AI sovereignty: Understanding India’s AI chip potential in the global GPU race

Yesterday, I discussed the three pillars of AI sovereignty. Today, I’m diving into the first pillar—hardware fabrication—and examining where India stands in the global AI chip and GPU landscape.

Manufacturing technology and process nodes

India’s semiconductor production today is anchored in legacy process nodes—from 65nm down to 28nm—with only incremental progress toward 14nm. For example, the Tata-Powerchip Semiconductor Manufacturing Corporation (PSMC) joint venture in Dholera, Gujarat, is set to produce 28nm chips by 2026. These chips, aimed at automotive, IoT, and power management applications, are produced at giant scale—48 million per day. The wafer factory being set up in parallel, however, has a more modest scale, targeting just 50,000 wafer starts per month (WSPM). When compared to global benchmarks (like TSMC), this capacity is minuscule.

Critically, India’s fabs rely on deep ultraviolet (DUV) lithography systems from ASML and Nikon. Without access to extreme ultraviolet (EUV) lithography—the technology essential for fabricating chips below 10nm—India remains confined to older, less efficient processes. This technological limitation directly affects the power efficiency and performance of chips, posing a significant barrier for advanced GPUs and AI workloads.

Indigenous efforts and design strength

With about 20% of the world’s IC design talent, India has launched several initiatives that highlight its design prowess. Consider the Shakti processor—a RISC-V initiative from IIT-Madras that spans a broad range from 180nm (for space applications) to 22nm FinFET designs for more advanced needs. Similarly, InCore Semiconductor is developing high-performance RISC-V cores tailored for AI/ML tasks, while Mindgrove Technologies is focused on secure IoT SoCs. Supported by government schemes like the Design-Linked Incentive (DLI) Program, these projects underscore India’s burgeoning design and IP capabilities.

However, the critical challenge remains: how do we translate this exceptional design talent into high-end manufacturing? Without bridging this gap, innovative ideas risk remaining trapped in simulation labs rather than powering real-world AI applications.

Production scale and infrastructure challenges

Despite its robust design ecosystem, India’s overall semiconductor output accounts for less than 2% of global electronics production. The planned capacity of the Tata-PSMC fab—targeting 50,000 WSPM—is a mere fraction of what global leaders achieve. For instance, TSMC’s state-of-the-art fabs can reach capacities of up to 1.5 million WSPM for 3nm nodes.

Furthermore, India’s manufacturing ecosystem is burdened by:

Material Dependencies: Essential inputs such as high-purity argon, photoresists, and silicon wafers are largely imported, leaving the supply chain vulnerable.

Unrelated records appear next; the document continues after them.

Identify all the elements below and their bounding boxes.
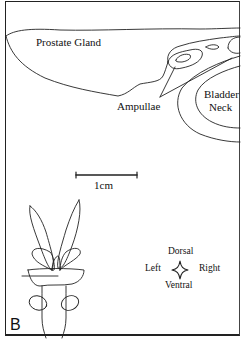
orientation-dorsal: Dorsal — [168, 246, 193, 256]
bulb-right — [59, 293, 81, 313]
prostate-body — [28, 269, 84, 287]
anatomy-drawing — [0, 0, 243, 341]
ampulla-left-lobe — [168, 49, 202, 69]
orientation-ventral: Ventral — [165, 280, 192, 290]
ampullae-label: Ampullae — [117, 100, 160, 112]
specimen-thumbnail — [22, 200, 84, 338]
bladder-neck-label-line1: Bladder — [204, 88, 239, 100]
ampulla-outer-outline — [168, 36, 240, 62]
urethra-left — [42, 286, 46, 338]
orientation-left: Left — [145, 263, 161, 273]
ampulla-right-lobe — [228, 37, 240, 53]
scale-bar-label: 1cm — [94, 179, 113, 191]
ampulla-left-lumen — [176, 54, 191, 62]
scale-bar — [76, 172, 137, 178]
orientation-star-icon — [172, 261, 188, 279]
lobe-left — [32, 248, 53, 270]
bulb-left — [27, 293, 49, 312]
vesicle-left — [30, 206, 55, 270]
panel-label: B — [10, 316, 21, 334]
urethra-right — [62, 286, 66, 338]
prostate-gland-label: Prostate Gland — [36, 36, 101, 48]
ampulla-mid-lumen — [206, 45, 219, 50]
orientation-right: Right — [199, 263, 220, 273]
bladder-neck-label-line2: Neck — [209, 101, 232, 113]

Infrastructure Gaps: Semiconductor fabs require uninterrupted power, ultra-pure water, and sophisticated logistics systems—resources that are inconsistent across many Indian regions.

Global benchmarks: How does India compare?

TSMC: As the global leader in semiconductor fabrication, TSMC manufactures chips at the cutting-edge 3nm node and is already planning for 2nm by 2025. Their production leverages roughly 20 EUV layers, delivering up to 18% higher performance and 32% lower power consumption compared to 5nm processes.

ASML: The sole supplier of EUV lithography, ASML’s TWINSCAN NXE:3600D systems—costing around US$200 million each—are indispensable for producing chips below 7nm. Without these systems, advanced node fabrication would simply be unattainable.

NVIDIA: A fabless design titan, NVIDIA’s GPUs—such as the Hopper (fabricated at 5nm) and the upcoming Blackwell (projected at 4nm)—deliver industry-leading efficiency, with performance metrics around 4.8 TFLOPS per watt for AI workloads. This success stems from a tightly integrated ecosystem that marries cutting-edge design with advanced manufacturing processes provided by partners like TSMC.

Huawei: Despite facing geopolitical constraints, Huawei’s HiSilicon division once produced competitive chips like the Kirin 9000S on a 7nm node using multipatterning techniques via SMIC. However, these methods involve multiple patterning steps, which increase defect density and production costs—clearly demonstrating the advantages of EUV-enabled processes.

India’s exceptional design talent and innovative projects are undeniable. Yet, its manufacturing ecosystem remains a critical bottleneck. Without access to advanced process nodes and EUV lithography, Indian fabs are locked into legacy technologies, making it extremely challenging to produce the state-of-the-art AI chips and GPUs that will drive the next wave of technological innovation.